Left to right: Charlotte County Cold Case Detectives Mike Vogel, Kurt Mehl and Mike Gandy (Credit: WINK News)
Left to right: Charlotte County Cold Case Detectives Mike Vogel, Kurt Mehl and Mike Gandy (Credit: WINK News)

“You have cases where maybe there are numerous suspects and no real evidence,” Mehl said. “You start eliminating suspects and you start closing the doors and it slowly brings you to where you ultimately want to be to the person who is responsible or persons.”

That is, finding the killer and closing the case.

“A big part of this is analyzing what you already have, what else happened here that they missed because simply, they didn’t have time,” Gandy said. “Over the years many detectives have worked on these cases but detectives are working crimes daily and they would say, ‘When you have time look at this case, this case, and this case – and they’re cold cases — but you don’t ever have that time.'”

In that search for clues, teamwork for this team matters. “We work cases together,” Gandy said. “One day we may take two or three statements from a potential defendant and just sit and analyze it together in here and say, ‘Well, why did he say this or why did he say that?’ And we’ll come up sometimes with three different possibilities, and sometimes we’ll come up with one thing that looks definite.”

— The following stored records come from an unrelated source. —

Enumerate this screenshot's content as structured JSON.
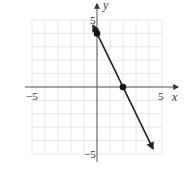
{
  "chart_data": {
    "type": "line",
    "title": "",
    "xlabel": "x",
    "ylabel": "y",
    "xlim": [
      -5,
      5
    ],
    "ylim": [
      -5,
      5
    ],
    "grid": true,
    "x_ticks_labeled": [
      "-5",
      "5"
    ],
    "y_ticks_labeled": [
      "5",
      "-5"
    ],
    "series": [
      {
        "name": "line",
        "equation": "y = -2x + 4",
        "x": [
          -0.3,
          4.3
        ],
        "y": [
          4.6,
          -4.6
        ],
        "arrows": "both ends"
      }
    ],
    "points": [
      {
        "x": 0,
        "y": 4,
        "label": "y-intercept"
      },
      {
        "x": 2,
        "y": 0,
        "label": "x-intercept"
      }
    ]
  },
  "labels": {
    "x_axis": "x",
    "y_axis": "y",
    "x_min": "−5",
    "x_max": "5",
    "y_max": "5",
    "y_min": "−5"
  },
  "colors": {
    "grid": "#e6e6e6",
    "axis": "#555555",
    "line": "#222222"
  }
}
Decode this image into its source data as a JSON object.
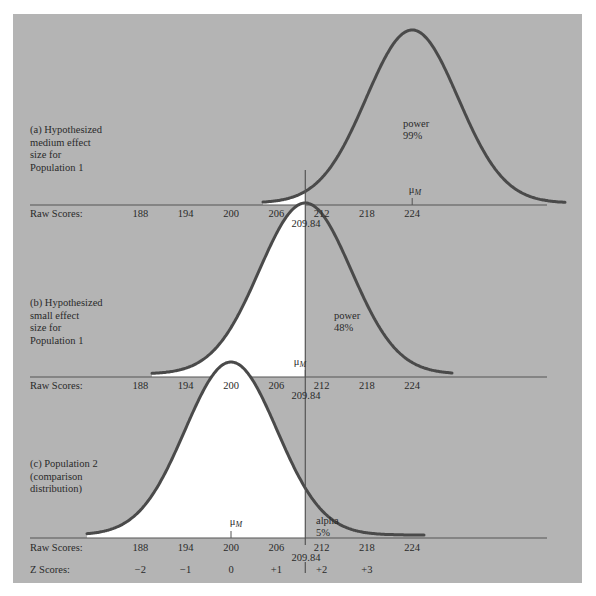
{
  "panels": {
    "a": {
      "label": "(a) Hypothesized\nmedium effect\nsize for\nPopulation 1",
      "region_label": "power",
      "region_value": "99%",
      "mean_label": "μ",
      "mean_sub": "M",
      "mean": 224
    },
    "b": {
      "label": "(b) Hypothesized\nsmall effect\nsize for\nPopulation 1",
      "region_label": "power",
      "region_value": "48%",
      "mean_label": "μ",
      "mean_sub": "M",
      "mean": 209.84
    },
    "c": {
      "label": "(c) Population 2\n(comparison\ndistribution)",
      "region_label": "alpha",
      "region_value": "5%",
      "mean_label": "μ",
      "mean_sub": "M",
      "mean": 200
    }
  },
  "axis": {
    "raw_label": "Raw Scores:",
    "z_label": "Z Scores:",
    "raw_ticks": [
      "188",
      "194",
      "200",
      "206",
      "212",
      "218",
      "224"
    ],
    "z_ticks": [
      "−2",
      "−1",
      "0",
      "+1",
      "+2",
      "+3"
    ],
    "cutoff": "209.84"
  },
  "colors": {
    "panel_bg": "#b4b4b4",
    "curve": "#4a4a4a",
    "fill": "#ffffff",
    "axis": "#555555"
  },
  "chart_data": {
    "type": "area",
    "title": "",
    "xlabel": "Raw Scores / Z Scores",
    "ylabel": "",
    "cutoff_raw_score": 209.84,
    "raw_score_ticks": [
      188,
      194,
      200,
      206,
      212,
      218,
      224
    ],
    "z_score_ticks": [
      -2,
      -1,
      0,
      1,
      2,
      3
    ],
    "series": [
      {
        "name": "(a) Hypothesized medium effect size for Population 1",
        "distribution": "normal",
        "mean": 224,
        "shaded_region": "power",
        "value_percent": 99
      },
      {
        "name": "(b) Hypothesized small effect size for Population 1",
        "distribution": "normal",
        "mean": 209.84,
        "shaded_region": "power",
        "value_percent": 48
      },
      {
        "name": "(c) Population 2 (comparison distribution)",
        "distribution": "normal",
        "mean": 200,
        "shaded_region": "alpha",
        "value_percent": 5
      }
    ]
  }
}
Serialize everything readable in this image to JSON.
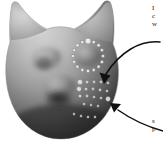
{
  "figure": {
    "background_color": "#ffffff",
    "width": 163,
    "height": 145
  },
  "surface": {
    "name": "cat-head-mesh",
    "shading": "grayscale-matte",
    "highlight_color": "#cfcfcf",
    "midtone_color": "#8e8e8e",
    "shadow_color": "#2e2e2e",
    "outline_color": "#9a9a9a",
    "features": [
      {
        "name": "left-ear",
        "kind": "pointed-ear"
      },
      {
        "name": "right-ear",
        "kind": "pointed-ear"
      },
      {
        "name": "left-eye-bump",
        "kind": "convex-bump"
      },
      {
        "name": "right-eye-bump",
        "kind": "convex-bump"
      },
      {
        "name": "muzzle-bump",
        "kind": "convex-bump"
      },
      {
        "name": "mouth-crease",
        "kind": "concave-crease"
      }
    ]
  },
  "annotations": {
    "marker_color": "#f2f2f2",
    "marker_edge_color": "#6a6a6a",
    "ring_cluster": {
      "name": "ring-marker-cluster",
      "label": "circular ring of sample points",
      "point_count": 16,
      "center": [
        88,
        56
      ],
      "radius": 15
    },
    "grid_cluster": {
      "name": "grid-marker-cluster",
      "label": "grid of sample points",
      "point_count": 22,
      "origin": [
        80,
        82
      ],
      "spacing": 7
    },
    "arrows": [
      {
        "name": "arrow-to-ring-cluster",
        "direction": "down-left",
        "from": [
          152,
          44
        ],
        "to": [
          101,
          84
        ],
        "color": "#111111"
      },
      {
        "name": "arrow-to-grid-cluster",
        "direction": "up-left",
        "from": [
          160,
          128
        ],
        "to": [
          111,
          105
        ],
        "color": "#111111"
      }
    ]
  },
  "captions": {
    "top": {
      "name": "caption-top",
      "lines": [
        "I",
        "c",
        "w"
      ],
      "note": "text truncated at right image edge"
    },
    "bottom": {
      "name": "caption-bottom",
      "lines": [
        "s",
        "p"
      ],
      "note": "text truncated at right image edge"
    }
  }
}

While DNA can make a difference in solving these old cases, Gandy said their success has mainly come from good old-style detective work, which is getting out and knocking on doors.

One pivotal piece can lead to justice for the victims and their families, which makes it all worth it to these detectives. The detectives said they are not headed to a life of leisure anytime soon.

“Some people are able to walk away from it when they retire from law enforcement and some people just can’t,” Vogel said.